In the autumn of 1956, Elizabeth Bowen delivered three unscripted talks on the novel for the BBC Home Service. They were reprinted as “Truth and Fiction” in her 1962 book, Seven Winters: Memories of a Dublin Childhood and Afterthoughts: Pieces on Writing. Bowen offered the following comments on Dorothy Richardson and Pilgrimage.
… But there is not only the question of showing, of presenting, of introducing the characters. There is the still—I think—trickier one of keeping them in play, perpetually in the view of the reader, engaged in the action and also furthering the development of the plot. And this is done in two ways; either by analysis or by dialogue.
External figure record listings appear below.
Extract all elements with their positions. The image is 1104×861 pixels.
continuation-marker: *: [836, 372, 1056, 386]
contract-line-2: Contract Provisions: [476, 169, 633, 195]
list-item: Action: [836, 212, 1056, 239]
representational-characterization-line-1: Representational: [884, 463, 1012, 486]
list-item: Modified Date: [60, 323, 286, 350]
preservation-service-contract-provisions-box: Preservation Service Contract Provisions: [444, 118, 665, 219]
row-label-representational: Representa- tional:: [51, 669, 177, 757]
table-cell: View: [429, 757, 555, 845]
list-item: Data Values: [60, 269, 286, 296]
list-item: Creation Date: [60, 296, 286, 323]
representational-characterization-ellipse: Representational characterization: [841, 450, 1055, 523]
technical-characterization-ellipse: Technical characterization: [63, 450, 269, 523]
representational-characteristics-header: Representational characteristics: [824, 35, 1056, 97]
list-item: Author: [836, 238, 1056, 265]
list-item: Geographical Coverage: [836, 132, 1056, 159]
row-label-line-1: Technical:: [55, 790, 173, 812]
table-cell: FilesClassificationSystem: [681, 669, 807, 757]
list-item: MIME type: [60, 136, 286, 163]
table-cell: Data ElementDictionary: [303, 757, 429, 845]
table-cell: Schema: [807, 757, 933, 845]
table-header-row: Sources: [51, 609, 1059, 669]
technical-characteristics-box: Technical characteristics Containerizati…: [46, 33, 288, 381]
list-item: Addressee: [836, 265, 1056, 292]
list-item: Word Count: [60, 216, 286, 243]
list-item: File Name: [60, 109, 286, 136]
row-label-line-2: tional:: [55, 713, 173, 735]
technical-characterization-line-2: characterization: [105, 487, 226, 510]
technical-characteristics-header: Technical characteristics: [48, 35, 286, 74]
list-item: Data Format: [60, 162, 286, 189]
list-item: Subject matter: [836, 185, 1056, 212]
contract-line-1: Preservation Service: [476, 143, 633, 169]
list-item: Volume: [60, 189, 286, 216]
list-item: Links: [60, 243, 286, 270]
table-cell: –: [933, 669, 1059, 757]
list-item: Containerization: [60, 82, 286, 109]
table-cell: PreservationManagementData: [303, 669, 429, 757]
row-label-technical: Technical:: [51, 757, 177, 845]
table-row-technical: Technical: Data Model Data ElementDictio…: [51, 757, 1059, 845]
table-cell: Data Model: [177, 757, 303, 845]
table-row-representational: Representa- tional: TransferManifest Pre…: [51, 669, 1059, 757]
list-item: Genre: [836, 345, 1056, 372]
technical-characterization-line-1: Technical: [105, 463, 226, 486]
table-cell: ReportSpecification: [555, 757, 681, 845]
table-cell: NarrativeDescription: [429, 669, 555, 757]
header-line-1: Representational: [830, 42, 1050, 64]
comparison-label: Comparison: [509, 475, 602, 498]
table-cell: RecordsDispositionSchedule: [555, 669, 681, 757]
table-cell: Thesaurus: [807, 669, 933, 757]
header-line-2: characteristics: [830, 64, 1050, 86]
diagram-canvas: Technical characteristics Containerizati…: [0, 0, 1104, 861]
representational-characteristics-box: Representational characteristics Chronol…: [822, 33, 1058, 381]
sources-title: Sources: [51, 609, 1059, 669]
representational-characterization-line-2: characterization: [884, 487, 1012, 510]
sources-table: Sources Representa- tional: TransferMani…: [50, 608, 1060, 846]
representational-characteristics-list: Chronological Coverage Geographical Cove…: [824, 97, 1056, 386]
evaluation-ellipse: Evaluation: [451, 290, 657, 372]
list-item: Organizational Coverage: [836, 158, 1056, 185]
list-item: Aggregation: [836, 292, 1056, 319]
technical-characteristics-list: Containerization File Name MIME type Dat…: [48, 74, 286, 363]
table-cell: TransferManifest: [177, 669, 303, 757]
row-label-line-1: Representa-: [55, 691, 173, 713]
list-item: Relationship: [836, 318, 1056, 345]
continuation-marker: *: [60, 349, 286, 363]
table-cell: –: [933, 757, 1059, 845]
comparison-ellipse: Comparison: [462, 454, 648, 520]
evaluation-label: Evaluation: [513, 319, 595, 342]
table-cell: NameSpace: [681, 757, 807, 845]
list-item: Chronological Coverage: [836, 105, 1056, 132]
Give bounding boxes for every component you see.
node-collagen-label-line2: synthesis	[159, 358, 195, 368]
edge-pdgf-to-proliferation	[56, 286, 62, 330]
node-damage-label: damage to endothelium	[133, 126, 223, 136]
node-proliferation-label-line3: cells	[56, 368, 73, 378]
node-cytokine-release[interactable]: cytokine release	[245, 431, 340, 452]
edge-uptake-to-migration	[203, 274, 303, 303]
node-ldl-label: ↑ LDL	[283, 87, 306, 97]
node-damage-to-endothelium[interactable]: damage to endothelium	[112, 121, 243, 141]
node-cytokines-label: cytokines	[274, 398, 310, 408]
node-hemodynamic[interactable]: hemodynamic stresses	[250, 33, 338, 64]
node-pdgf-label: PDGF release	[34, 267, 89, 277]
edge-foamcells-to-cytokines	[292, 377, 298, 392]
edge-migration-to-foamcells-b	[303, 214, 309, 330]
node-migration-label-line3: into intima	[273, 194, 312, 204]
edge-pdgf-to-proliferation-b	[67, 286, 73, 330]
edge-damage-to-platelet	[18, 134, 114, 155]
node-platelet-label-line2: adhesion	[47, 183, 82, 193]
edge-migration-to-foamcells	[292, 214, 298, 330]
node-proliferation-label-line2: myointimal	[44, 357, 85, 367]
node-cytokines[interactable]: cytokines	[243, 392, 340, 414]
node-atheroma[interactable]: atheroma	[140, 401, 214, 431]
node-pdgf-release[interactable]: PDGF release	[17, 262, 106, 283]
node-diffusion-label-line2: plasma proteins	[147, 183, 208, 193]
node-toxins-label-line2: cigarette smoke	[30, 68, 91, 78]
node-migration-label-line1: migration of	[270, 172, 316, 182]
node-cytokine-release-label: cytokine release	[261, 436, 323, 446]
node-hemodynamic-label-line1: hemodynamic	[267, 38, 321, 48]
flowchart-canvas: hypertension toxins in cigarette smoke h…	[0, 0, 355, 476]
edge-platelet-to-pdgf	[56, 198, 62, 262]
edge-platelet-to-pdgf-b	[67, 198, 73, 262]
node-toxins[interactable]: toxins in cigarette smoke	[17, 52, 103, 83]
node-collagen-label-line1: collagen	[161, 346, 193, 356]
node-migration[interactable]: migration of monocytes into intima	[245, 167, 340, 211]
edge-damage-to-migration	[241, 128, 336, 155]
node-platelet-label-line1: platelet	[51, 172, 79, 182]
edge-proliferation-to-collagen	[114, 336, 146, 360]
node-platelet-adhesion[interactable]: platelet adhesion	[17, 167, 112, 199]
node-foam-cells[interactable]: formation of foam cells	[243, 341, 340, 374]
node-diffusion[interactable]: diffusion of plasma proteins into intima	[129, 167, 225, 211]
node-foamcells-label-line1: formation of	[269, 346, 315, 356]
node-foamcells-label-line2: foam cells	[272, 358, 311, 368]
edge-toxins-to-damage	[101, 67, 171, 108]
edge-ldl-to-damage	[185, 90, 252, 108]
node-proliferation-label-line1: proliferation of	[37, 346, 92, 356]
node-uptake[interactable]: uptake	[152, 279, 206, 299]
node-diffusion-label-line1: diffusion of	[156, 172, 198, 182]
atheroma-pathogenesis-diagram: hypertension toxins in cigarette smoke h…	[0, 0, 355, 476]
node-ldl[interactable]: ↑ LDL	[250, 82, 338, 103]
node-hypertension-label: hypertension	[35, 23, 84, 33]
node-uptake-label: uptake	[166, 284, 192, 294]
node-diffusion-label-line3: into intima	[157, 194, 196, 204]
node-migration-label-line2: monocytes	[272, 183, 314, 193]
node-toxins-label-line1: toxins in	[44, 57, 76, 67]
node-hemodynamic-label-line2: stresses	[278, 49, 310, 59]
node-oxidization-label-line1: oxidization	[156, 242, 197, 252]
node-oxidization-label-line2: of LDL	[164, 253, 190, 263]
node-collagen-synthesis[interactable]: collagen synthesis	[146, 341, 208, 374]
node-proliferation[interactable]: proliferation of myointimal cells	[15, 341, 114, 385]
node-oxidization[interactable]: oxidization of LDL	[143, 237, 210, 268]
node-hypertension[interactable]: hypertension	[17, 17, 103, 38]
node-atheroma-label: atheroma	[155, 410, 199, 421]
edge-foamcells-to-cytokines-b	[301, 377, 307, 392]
Analysis has always been used. It was the original loose, comfortable, descriptive method which the late eighteenth-century people and the Victorians employed. The writer stepped in, he inter¬vened, he explained the actions of his characters, and he himself described their thoughts or emotions. But the other, the more recent and the more subtle kind of character analysis, which I think is most peculiar to the early part of the twentieth century, was called the “stream of consciousness,” and that had as its exponents such people as Dorothy Richardson, George Meredith, Proust, Henry James (increasingly as his work went on), James Joyce, and sometimes, though not to so great an extent, Virginia Woolf. This showed characters, not through explanations, but through the thoughts which occurred to them and the sensations which they had.
Consider this from Dorothy Richardson, out of one of the novels in the Miriam sequence which is called The Tunnel.
At Gower Street it was eleven o’clock. She was faint with hunger. She had had no dinner and there was nothing in her room. She wandered along the Euston Road hoping to meet a potato-man. The shop fronts were black. There was nothing to meet her need but the empty stretch of lamplit pavement leading on and on. Rapid walking in the rain-freshened air relieved her faintness, but she dreaded waking in the night with gnawing hunger to keep her awake and drag her up exhausted in the morning. A faint square of brighter light on the pavement ahead came like an accusation. Passing swiftly across it she glanced bitterly at the frosted door through which it came. Restaurant. Donizetti Brothers. The whole world had conspired to leave her alone with that mystery, shut in and hidden every day the whole of her London time behind its closed frosted front doors and forcing her now to admit that there was food there and that she must go in or have the knowledge of being starved through fear. Her thoughts flashed painfully across a frosted door long ago in Baker Street, and she saw the angry handsome face of the waiter who had shouted “Roll and butter” and whisked away from the table the twisted cone of serviette and the knives and forks. That was the middle of the day. It would be worse at night. Perhaps they would even refuse to serve her. Perhaps it was impossible to go into a restaurant late at night alone. She was coming back. There was nothing to be seen behind the steamy panes on either side of the door but plants standing on oil-cloth mats. Behind them was again frosted glass. It was not so grand as Baker Street. There was no menu in a large glass frame with “Schweppe’s” at the top. She pushed open the glass door and was confronted by another glass door blankly frosted all over. Why were they so secret?
You see how that works. Outwardly we have a street and the entrance to the restaurant, but all of it is photographed in terms of subjectivity of a hungry, tired, and, above all, nervous and dread-filled young woman who is trying to make up her mind to go in and buy herself a meal. Why does the light show like an accusation? Because here is something that she must face—food; but has she got the nerve to go in and order her small cheap meal? And the idea of secrecy and the restaurant being kept back as a sort of conspiratorial mystery. Here is somebody alone in London, and the entire five books of the sequence are devoted to this extraordinary reaction of one personality to what are outwardly perfectly ordinary circumstances to the Londoner who takes them for granted.
Two things may be remarked about the “stream of consciousness” in the showing of character. It does take time and it deals almost always with prosaic experience seen or reacted to in a highly individual way. I do not know whether we should ever have, for instance, a stream-of-consciousness novel about somebody scaling Everest, because the scaling of Everest is exciting enough in itself. In the ordinary “stream of consciousness,” the excitement, the sense of crisis, resides
in the personaHty, and all the other characters in the novel are likely to be slightly out of focus.